Sunday Show Hosts Fail To Hold Trump Surrogates Accountable For His Voter Fraud Lies 

Journalists Must Be Better Prepared In The Trump Era

Sunday show hosts failed to sufficiently press Donald Trump's surrogates on the president-elect’s blatant lies about voter fraud in the 2016 election. Journalists must raise the bar even higher when interviewing Trump and his surrogates, from merely calling out falsehoods to actively putting statements into context and offering facts and data. Failure to aggressively push back on lies and contextualize misleading statements in the “post-truth” era of Trump risks leaving viewers unclear about which party is ultimately correct and tells them only what they don’t know, rather than ensuring they are informed.

On November 27, Trump tweeted, “I won the popular vote if you deduct the millions of people who voted illegally.” In fact, Hillary Clinton, the Democratic presidential nominee, is expected to win the popular vote by about 2.5 million votes. Additionally, the Washington Post’s Phillip Bump found just three documented cases of voter fraud in the 2016 presidential election. Nevertheless, Trump’s surrogates later defended his lie in a conference call with reporters.

On December 4, CBS host John Dickerson interviewed Reince Priebus, who Trump has tapped for White House chief of staff, on Face the Nation and addressed Trump’s claims that he would have won the popular vote if not for mass voter fraud:

While Dickerson did tell Priebus that “there is no evidence” that millions voted illegally, he made a series of missteps. First, he allowed Priebus to cite a Wall Street Journal op-ed that recycled discredited evidence, failing to note that the evidence was flawed and misleading. Second, while Dickerson asked if Trump needs to “tighten up his standards of proof,” he allowed Priebus to redirect the conversation away from Trump’s lies to a discussion of Trump’s penchant for tweeting in general. Finally, Dickerson never mentioned any of the numerous studies that show that claims of widespread voter fraud are false.

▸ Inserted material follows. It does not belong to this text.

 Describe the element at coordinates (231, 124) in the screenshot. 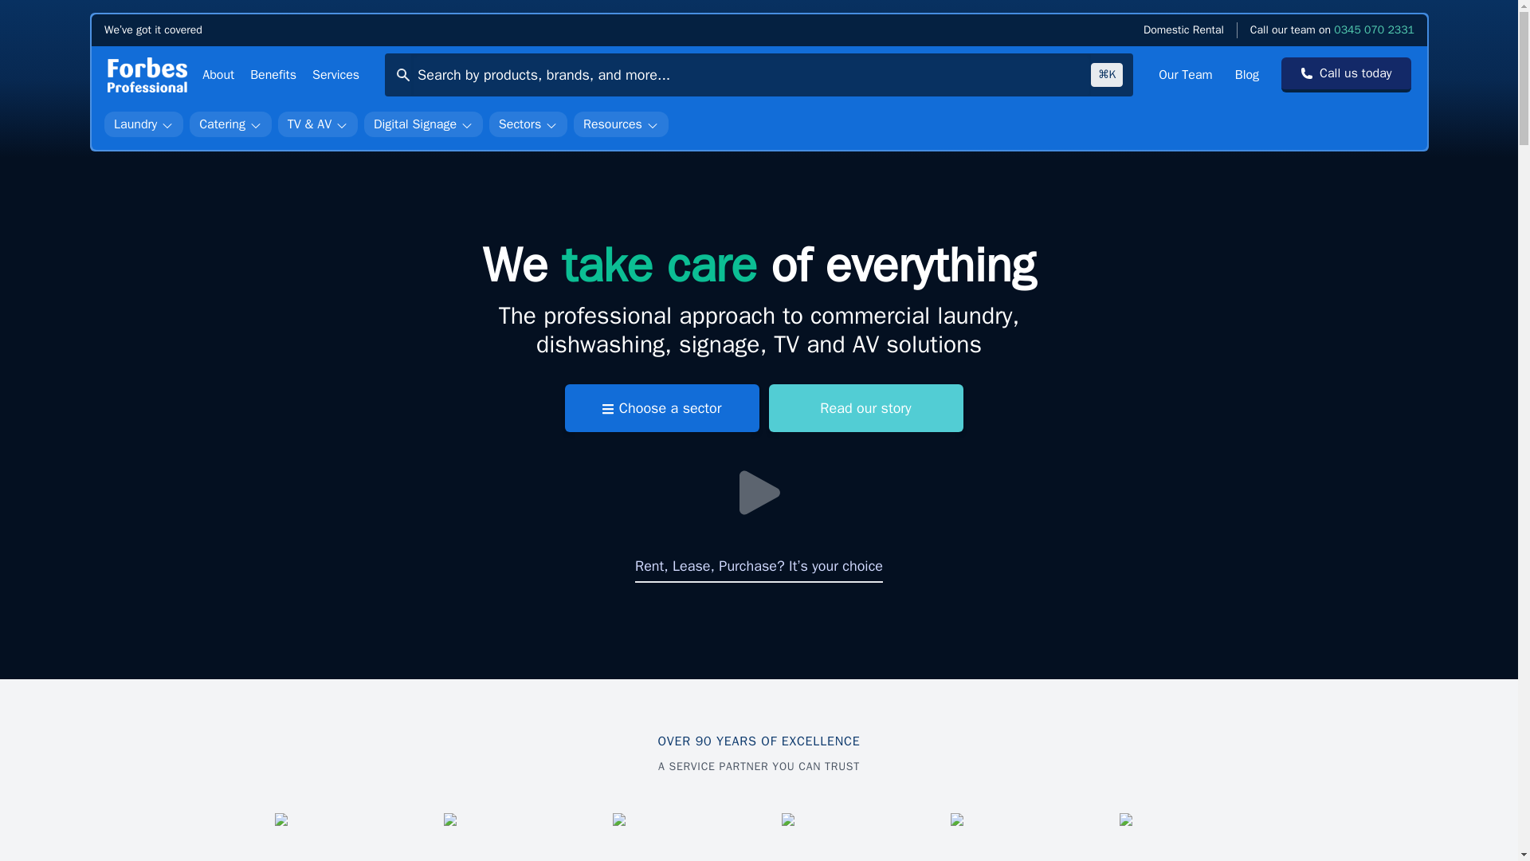

I see `Catering` at that location.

CBS compounded the problem by issuing a tweet that merely read “Reince Priebus: ‘It’s possible’ millions voted illegally.” Several media outlets have recently botched their headlines and tweets when reporting on false statements made by Trump, omitting context that would illustrate the inaccuracies.

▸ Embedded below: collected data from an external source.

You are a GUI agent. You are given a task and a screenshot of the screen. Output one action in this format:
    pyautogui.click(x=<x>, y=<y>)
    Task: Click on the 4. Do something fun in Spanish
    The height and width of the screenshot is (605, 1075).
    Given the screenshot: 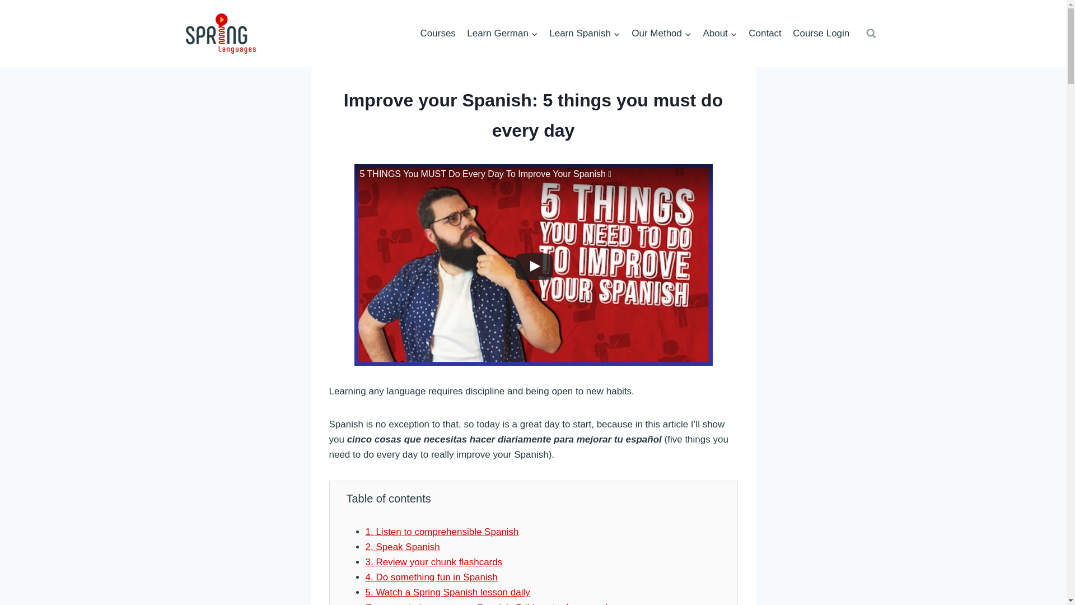 What is the action you would take?
    pyautogui.click(x=431, y=577)
    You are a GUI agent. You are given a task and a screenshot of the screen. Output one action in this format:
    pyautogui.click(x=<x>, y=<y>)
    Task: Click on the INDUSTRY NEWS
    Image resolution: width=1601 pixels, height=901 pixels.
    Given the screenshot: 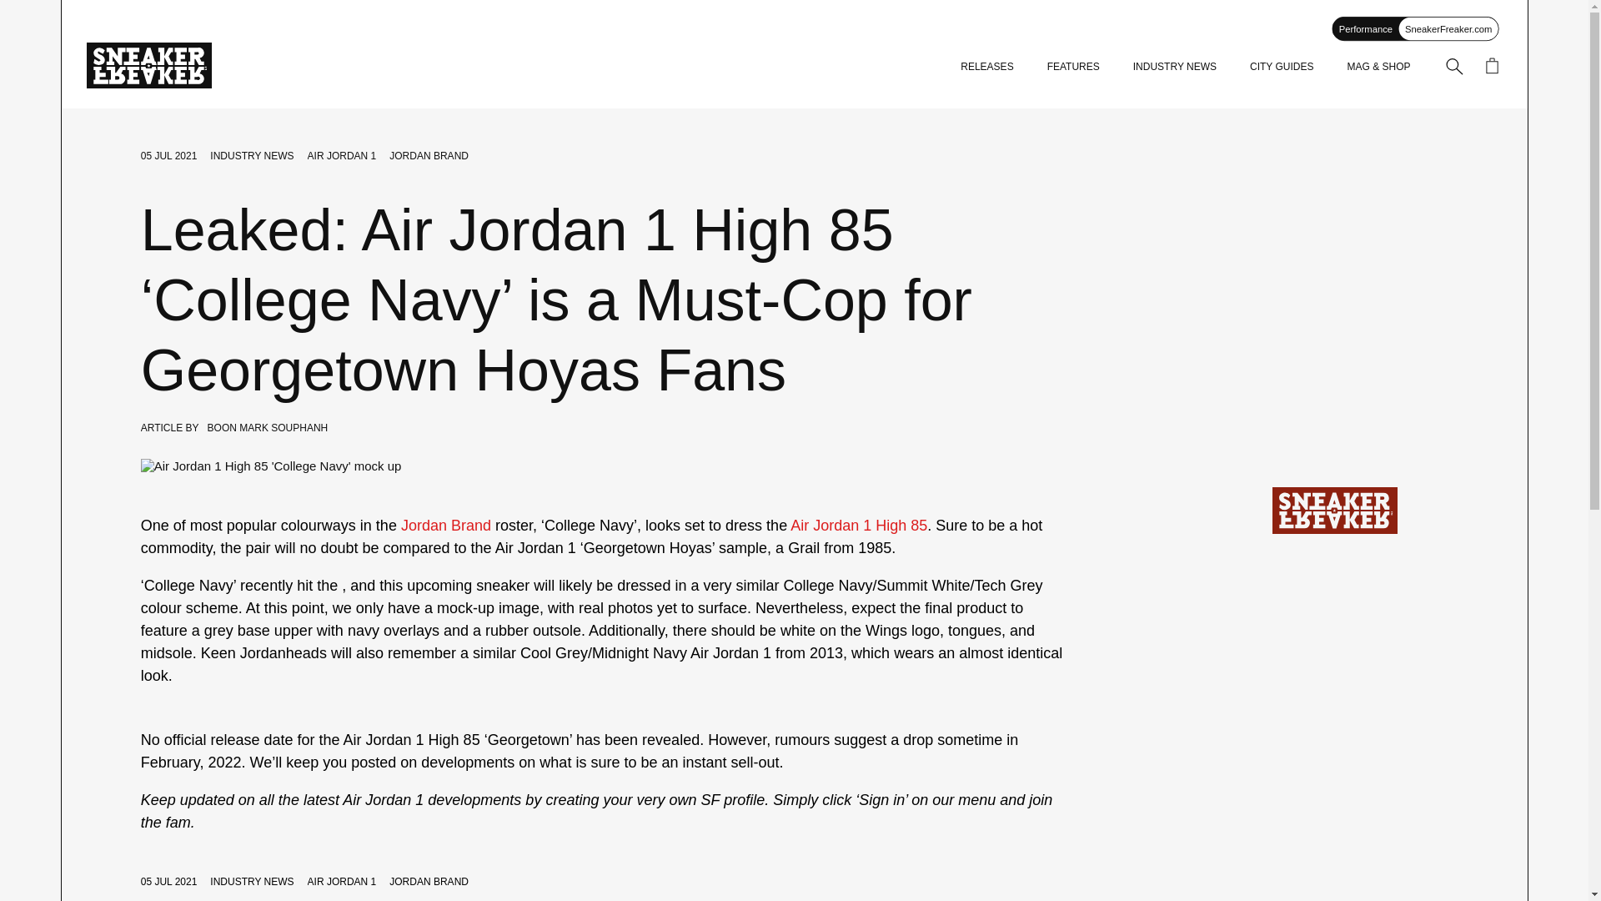 What is the action you would take?
    pyautogui.click(x=1175, y=67)
    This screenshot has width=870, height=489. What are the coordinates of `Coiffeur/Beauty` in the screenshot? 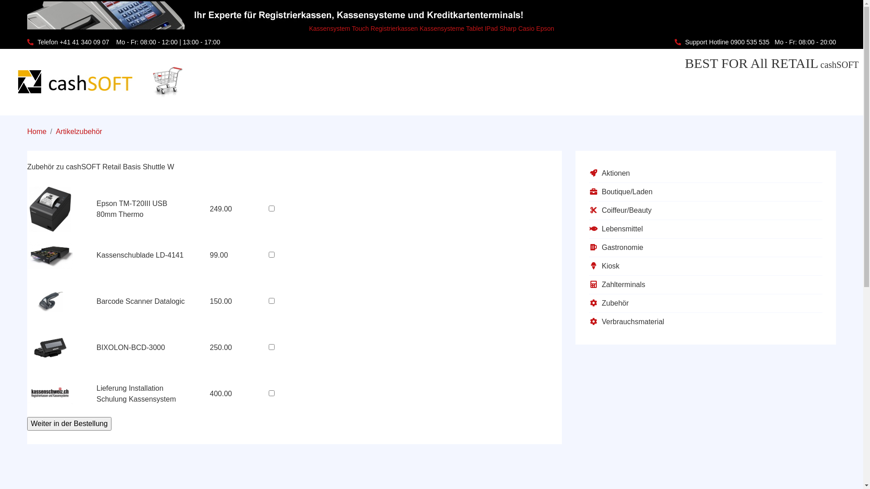 It's located at (706, 211).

CBS later deleted the tweet, replacing it with this one:

The second CBS tweet still drew criticism from media observers for its failure to note that Trump’s claim is false.

ABC’s George Stephanopoulos interviewed Vice President-elect Mike Pence on This Week and also raised the question of Trump’s voter fraud tweets:

Stephanopoulos did repeatedly press Pence to offer evidence for Trump’s claim and consistently pointed out that these claims of voter fraud are false, but he failed to provide counter-evidence to effectively establish that Trump was wrong. Stephanopoulos pushed back on Pence when he cited a Pew Research Center study as evidence that Trump’s voter fraud claims could be true, noting that the authors of the study said “it is not any evidence about what happened in this election.” This pushback, however, was insufficient to properly contextualize for the audience why this evidence is flawed, leaving it up to them to figure out which Pew study is being cited and why it doesn’t apply. Stephanopoulos also neglected to cite studies that provide persuasive proof that claims of voter fraud are grossly exaggerated and largely inaccurate.

Given the total lack of proof for the right-wing’s voter fraud claims, journalists must be prepared to more thoroughly press Trump surrogates if he continues to lie. And more generally, journalists must be armed with the facts and data they need to hold surrogates accountable on the variety of issues about which President-elect Trump lies. In what has been dubbed a “post-truth” presidency, it will no longer be sufficient to merely say “that’s false.” Journalists must call out instances of cherry-picked data or flawed sources and counteract the misuse of data. Journalists can and must harness the power of fact-checking by using studies and data to relentlessly press Trump and his surrogates in order to convey the truth to the American public.